Living in contradiction means you are always willing to be wrong and more importantly you learn to trust being wrong makes you better. I know this sounds strange, but it is not just parabolic wisdom, it is a principle of science.
For nearly a century science has recognized the heuristic principle. Scientists ask question, test theories, gather data so to demonstrate a truth they can repeat. This is proof. Once the proof is gained, science, scientists of all ilk move on. The herd of nerds in lab coats and protractors take on a new question. Heuristic means discovery. Once a discovery is made, scientists look for what is not yet discovered. The heuristic principle.
Yet, science also knows the trap of the heuristic principle. Once a discovery is made and seen as proof it becomes fact, and fact becomes law, and law becomes unquestionable. You are safe here; you can’t be wrong. And this is the trap. When you are no longer able to be wrong, you yourself become wrong.
I was with physicist in a lovely chateau in the highlands of Scotland and we were discussing relative physics as opposed to quantum mechanics. In the course of our discussion I suggested without concern how intriguing it will be once a speed is discovered beyond light, what moves faster than light. The physicist bristled and blustered and said, “impossible. There is nothing faster than light. Nothing.” Given this was his field of expertise and he was much smarter than me, I said nothing more.
I remembered this conversation though when headlines read, speed faster than light discovered. Light is no longer the fastest. I thought of the physicist and his certainty. There was no way he could be wrong. This is the trap of the heuristic principle. This is also the trap we fall into when we need to be right, to be certain, to be beyond question. We need to feel absolutely secure. We need to feel things are as they appear. This is necessary.
Yet, as can happen necessary things can become rigid; when certainty is beyond question, beyond being wrong, certainty loses the tension of the parable. It is good the Pharisee is not a liar, thief, rogue. We never say to someone who destroyed their marriage with infidelity, “well, good for you.” No. Of course not. But the Pharisee lost humility and the compassion found so often walking beside meekness. He lost the balance of being both right and wrong.
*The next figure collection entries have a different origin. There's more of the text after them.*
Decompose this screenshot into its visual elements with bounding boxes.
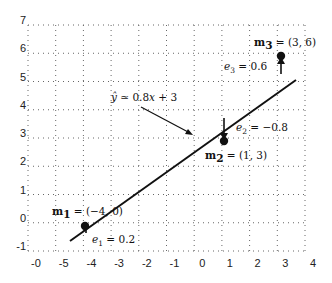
x-tick-label: -2 [142,257,152,269]
m1-label: m1 = (−4, 0) [52,205,123,220]
y-tick-label: 2 [20,155,26,167]
x-tick-label: -3 [114,257,124,269]
line-equation-label: ŷ ≃ 0.8x + 3 [110,91,177,103]
y-tick-label: -1 [16,240,26,252]
y-tick-label: 5 [20,71,26,83]
x-tick-label: 2 [255,257,261,269]
x-tick-label: -4 [87,257,97,269]
y-tick-label: 3 [20,127,26,139]
y-tick-label: 7 [20,14,26,26]
y-tick-label: 4 [20,99,26,111]
e2-label: e2 = −0.8 [236,121,288,136]
y-tick-label: 0 [20,212,26,224]
x-axis-ticks: -0-5-4-3-2-101234 [31,257,316,269]
data-point-m1 [81,222,89,230]
e1-label: e1 = 0.2 [92,233,135,248]
y-tick-label: 6 [20,42,26,54]
m3-label: m3 = (3, 6) [254,36,316,51]
x-tick-label: -1 [170,257,180,269]
data-point-m3 [277,52,285,60]
x-tick-label: 1 [227,257,233,269]
x-tick-label: 0 [199,257,205,269]
x-tick-label: 3 [282,257,288,269]
regression-chart: 76543210-1 -0-5-4-3-2-101234 ŷ ≃ 0.8x + … [0,0,332,283]
data-point-m2 [220,137,228,145]
y-tick-label: 1 [20,184,26,196]
x-tick-label: -5 [59,257,69,269]
e3-label: e3 = 0.6 [224,60,267,75]
m2-label: m2 = (1, 3) [205,149,267,164]
x-tick-label: -0 [31,257,41,269]
y-axis-ticks: 76543210-1 [16,14,26,252]
x-tick-label: 4 [310,257,316,269]
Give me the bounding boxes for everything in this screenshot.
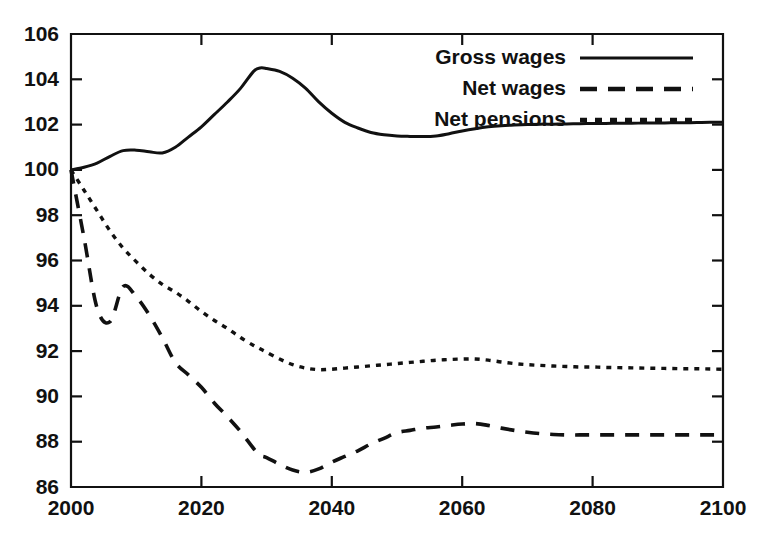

I am going to go out on a limb and say, most of us don’t want to be wrong; we want to be right. This is a good proverbial path: be a good kid, not a bad one. And I would say for the most part we are all very aware of our faults, our bias, our need to improve. Again, this is proverbial: better to be humble than arrogant. Yet, what the parable begs is the risk Raphael took and the physicist could no longer see. Raphael was able to see his success as something to risk, to look beyond, to imagine, what if I am wrong, what if there is another way, a greater way? The physicist could not see this: impossible. There is nothing faster than light . . . until there is.
The beauty of the parable is how we are invited in. We are invited to see the pharisee as wrong, the good one in error, and we are invited to see the tax collector as good, the broken made whole. Not one or the other. Both. Both are in us.
Being wrong makes you better. It does because we can only become more by seeing what is broken, what is not yet true.
No one likes being humiliated. No one seeks out shame. Jesus is not calling us to humiliation, but balance. We are light and dark. Both, balanced. Our parable is like the mother holding the child in the painting. You child are light and dark, truth and falsity, greatness and failure ever held aloft in love. Both. Amen.